Ceasefire deal sealed for rebel pocket near Damascus

A ceasefire deal for a Syrian rebel enclave south of Damascus was reached on Thursday, brokered by Cairo and Moscow.

This photo released by the Syrian regime news agency SANA, shows several damaged cars along the road to the airport in southeast Damascus, Syria, July 2, 2017. (AP)
AP

This photo released by the Syrian regime news agency SANA, shows several damaged cars along the road to the airport in southeast Damascus, Syria, July 2, 2017. (AP)

A ceasefire deal for a Syrian rebel enclave south of Damascus was reached on Thursday, brokered by Cairo and Moscow, Egyptian state media said.

Rebel factions hold a small pocket of territory south of Damascus, bordered to the west by a Daesh enclave and surrounded from the other sides by Syrian regime troops and allied forces.

"We announced a preliminary agreement over the will to enter into a ceasefire and de-escalation deal for the area," Jaish al Islam political leader Mohammad Alloush said in televised comments. 

Details would be worked out in the near future, he said.

The agreement, which includes the Jaish al Islam rebel faction, went into effect at midday on Thursday (1000 GMT), Egyptian state television said.

The announcement did not name the exact area or towns covered by the ceasefire, and did not mention the Syrian regime.

There was no immediate comment from Damascus.

Fighting between Syrian regime and rebels

Backed by Russia, Iran and Shia militias, the regime has pushed back rebels over the past year, shoring up its rule over the main urban centres.

Through a series of military offensives and evacuation deals, the regime has snuffed out several opposition pockets around Damascus.

Thousands of rebels and civilians have poured into the insurgent-held Idlib province in northwest Syria, transferred out of towns and cities that the Syrian regime army retook.

In recent months, a string of ceasefire deals has eased some of the fighting between regime forces and rebels in western Syria, including a truce in the southwest brokered by Russia and the US. 

Washington's Syria policy 

US Secretary of State Rex Tillerson has given assurances that Washington's only goal in Syria is fighting Daesh, the TASS news agency cited Russian Foreign Minister Sergei Lavrov as saying on Thursday.

Lavrov said he had last had a telephone conversation with Tillerson on October 9, the agency reported.

Russia's defence ministry accused the US on Tuesday of pretending to fight Daesh and of deliberately reducing its air strikes in Iraq to allow the group's militants to stream into Syria to slow the Russian-backed advance of the Syrian regime army.

Lavrov, touching upon a possible US withdrawal from the Iran nuclear deal, said it was hard to imagine how it could be legally implemented, TASS reported. 

Yazidi fighters in Raqqa

Many Yazidi fighters are taking part in the Raqqa battle in Syria in revenge of Daesh violence against their people.

The PKK-backed Yazidis were targeted by Daesh in 2014 as the militant group tried to force all non-Muslims out of areas around Mosul. 

In the ensuing massacre, an estimated 5,000 Yazidis were murdered. 

Between 5,000 to 7,000 Yazidi women and children were kidnapped by the militants as slaves. 

But the Yazidis are now fighting back against Daesh.

These Yazidi fighters have come all the way from Shingal in Iraq because they say they want to defeat Daesh and take revenge for the massacres in 2014.

After Daesh overran Mosul, they moved on to Mount Shingal, home of the Yazidis, a small but unique ethnic group of non-Muslims living in the area.

The Syrian Democratic Forces (SDF) fighting Daesh in Raqqa are made up of groups from all over northern Syria, mainly under the control of the YPG. 

But one small group comes from Mount Shinjar in northern Iraq.

The YPG is the Syria-based offshoot of the PKK. 

PKK is recognised as a terrorist organisation by the European Union, the US and Turkey. 

The group resumed its armed campaign against Turkey in July 2015 and since then has been responsible for the deaths of close of 1,200 people including security personnel and civilians.

Battle in Al Mayadeen town 

The Syrian regime army and its allies have captured areas of Daesh-held Al Mayadeen in eastern Syria, a Hezbollah-run military news outlet reported on Thursday, in an advance into the group's main urban base of operations in Syria.

Backed by Russia, Iran and Shia militias, the Syrian regime army encircled the militants in Al Mayadeen on Sunday.

In June, two US intelligence officials told that they believed Daesh had moved most of its diminished command structure and propaganda team to Al Mayadeen, southeast of its former capital of Raqqa.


**Your goal:**
Return the lines below that contain the word "distance".

**Data provided:**
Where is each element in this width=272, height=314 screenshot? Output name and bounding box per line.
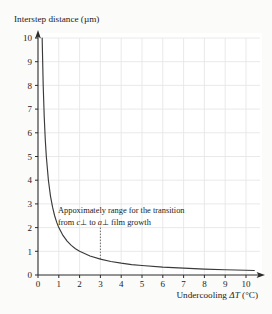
x-tick-label: 9	[223, 279, 228, 289]
x-tick-label: 5	[140, 279, 145, 289]
x-tick-label: 8	[202, 279, 207, 289]
x-tick-label: 7	[181, 279, 186, 289]
annotation-from: from	[58, 218, 76, 227]
y-tick-label: 9	[28, 57, 33, 67]
y-tick-label: 4	[28, 175, 33, 185]
y-tick-label: 8	[28, 81, 33, 91]
interstep-distance-chart: 012345678910 012345678910 Interstep dist…	[0, 0, 272, 314]
annotation-line-2: from c⊥ to a⊥ film growth	[58, 218, 152, 227]
x-axis-label-prefix: Undercooling	[176, 290, 229, 300]
y-tick-label: 7	[28, 104, 33, 114]
x-axis-label: Undercooling ΔT (°C)	[176, 290, 258, 300]
x-tick-label: 0	[36, 279, 41, 289]
y-tick-label: 3	[28, 199, 33, 209]
chart-figure: 012345678910 012345678910 Interstep dist…	[0, 0, 272, 314]
x-tick-label: 1	[57, 279, 62, 289]
annotation-mid: ⊥ to	[80, 218, 98, 227]
annotation-tail: ⊥ film growth	[102, 218, 152, 227]
y-tick-label: 6	[28, 128, 33, 138]
x-tick-label: 4	[119, 279, 124, 289]
y-tick-label: 0	[28, 270, 33, 280]
x-tick-label: 3	[98, 279, 103, 289]
annotation-line-1: Appoximately range for the transition	[58, 206, 185, 215]
plot-area-background	[38, 33, 262, 275]
x-tick-label: 10	[242, 279, 252, 289]
x-tick-label: 6	[161, 279, 166, 289]
y-tick-label: 5	[28, 152, 33, 162]
y-axis-label: Interstep distance (µm)	[14, 14, 99, 24]
y-tick-label: 2	[28, 223, 33, 233]
x-tick-label: 2	[77, 279, 82, 289]
y-tick-label: 1	[28, 247, 33, 257]
x-axis-label-suffix: (°C)	[240, 290, 258, 300]
y-tick-label: 10	[23, 33, 33, 43]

**Completed exercise:**
interstep-distance-chart: 012345678910 012345678910 Interstep dist…	[0, 0, 272, 314]
y-axis-label: Interstep distance (µm)	[14, 14, 99, 24]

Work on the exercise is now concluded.